The first project was to find—somewhere!—a planet generating sufficient sixth-order forces to screen what they were going to do. In the great vastnesses of the Over-Universe there were many such planets. They could have chosen that which was inhabited by Norlaminian or Dasorian peoples. They could have chosen one of a score which were comparatively nearby. They, in fact, ultimately chose and set course for the third planet of a comparatively small G-type star known to its people as Tellus, or Earth.

They could have given many reasons why this particular planet had been selected.

None of these reasons would have included the receipt of the brief pulse of telepathic communication which none of them, any longer, consciously remembered.

And back on Llurdiax the Llanzlan followed the progress of the fleeing ship of Jelm rebels with calm perception.
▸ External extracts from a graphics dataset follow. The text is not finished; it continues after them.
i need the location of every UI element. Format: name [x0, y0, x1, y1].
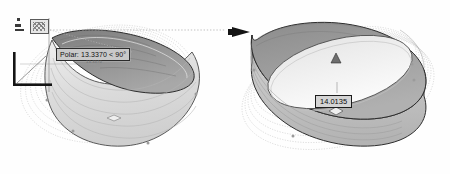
direction-arrow-icon[interactable] [228, 27, 250, 37]
ucs-diagonal-axis [16, 56, 46, 84]
drawing-canvas[interactable] [0, 0, 450, 174]
snap-dot-bar [15, 29, 24, 31]
object-snap-marker[interactable] [30, 19, 49, 34]
dimension-input-box[interactable]: 14.0135 [315, 95, 352, 108]
snap-dot-medium [15, 24, 21, 27]
right-panel-group[interactable] [228, 12, 446, 168]
object-snap-marker-group[interactable] [15, 17, 53, 39]
snap-dot-small [17, 18, 20, 21]
cad-viewport[interactable]: Polar: 13.3370 < 90° 13.3370 14.0135 [0, 0, 450, 174]
polar-tracking-subtext: 13.3370 [86, 59, 102, 64]
snap-marker-glyph [33, 22, 45, 31]
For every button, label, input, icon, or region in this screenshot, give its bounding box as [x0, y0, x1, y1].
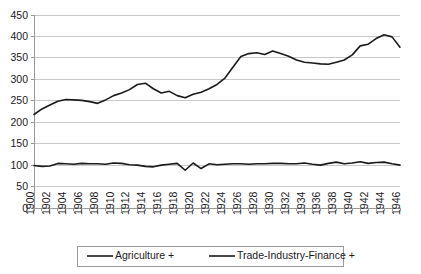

His great bat wings were already mending, even as the scars of the late assault on his headquarters were already nearly repaired by a host of servo-mechanisms. Deaf to the noise and commotion of the repairs, heedless of the healing wounds which any human would have devoted a month in bed to curing, the Llanzlan once again summoned his department heads and issued his pronouncement:

“War, being purely destructive, is a product of unsanity. The Jelmi are, however, unsane; many of them are insane. Thus, if allowed to do so, they commit warfare at unpredictable times and for incomprehensible, indefensible, and/or whimsical reasons. Nevertheless, since the techniques we have been employing have been proven ineffective and therefore wrong, they will now be changed. During the tenure of this directive no more Jelmi will be executed or castrated: in fact, a certain amount of unsane thinking will not merely be tolerated but encouraged, even though it lead to the unsanity termed ‘war’. It should not, however, be permitted to exceed that quantity of ‘war’ which would result in the destruction of, let us say, three of their own planets.

“This course will entail a risk that we, as the ‘oppressors’ of the Jelmi, will be attacked by them. The magnitude of this risk—the probability of such an attack—cannot be calculated with the data now available. Also, these data are rendered even less meaningful by the complete unpredictability of the actions of the group of Jelmi released from study here.

“It is therefore directed that all necessary steps be taken particularly in fifth-and sixth-order devices, that no even theoretically possible attack on this planet will succeed.

“This meeting will now adjourn.”

It did; and within fifteen minutes heavy construction began—construction that was to go on at a pace and on a scale and with an intensity of drive theretofore unknown throughout the Realm’s long history. Whole worldlets were destroyed, scavenged for their minerals, their ores smelted in giant atomic space-borne foundries and cast and shaped into complex machines of offense and defense. Delicate networks of radiation surrounded every Jelm and Llurd world, ready to detect, trace, report and home on any artifact whatsoever which might approach them. Weapons capable of blasting moons out of orbit slipped into position in great latticework spheres of defensive emplacements.

The Llurdi were preparing for anything.

Llurdan computations were never wrong. Computers, however, even Llurdan computers, are not really smart—they can’t really think. Unlike the human brain, they can not arrive at valid conclusions from insufficient data. In fact, they don’t even try to. They stop working and say—in words or by printing or typing or by flashing a light or by ringing a bell—“DATA INSUFFICIENT”: and then continue to do nothing until they are fed additional information.

Thus, while the Llanzlan and his mathematicians and logicians fed enough data into their machines to obtain valid conclusions, there were many facts that no Llurd then knew. And thus those conclusions, while valid, were woefully incomplete; they did not cover all of actuality by far.

For, in actuality, there had already begun a chain of events that was to render those mighty fortresses precisely as efficacious against one certain type of attack as that many cubic miles of sheerest vacuum.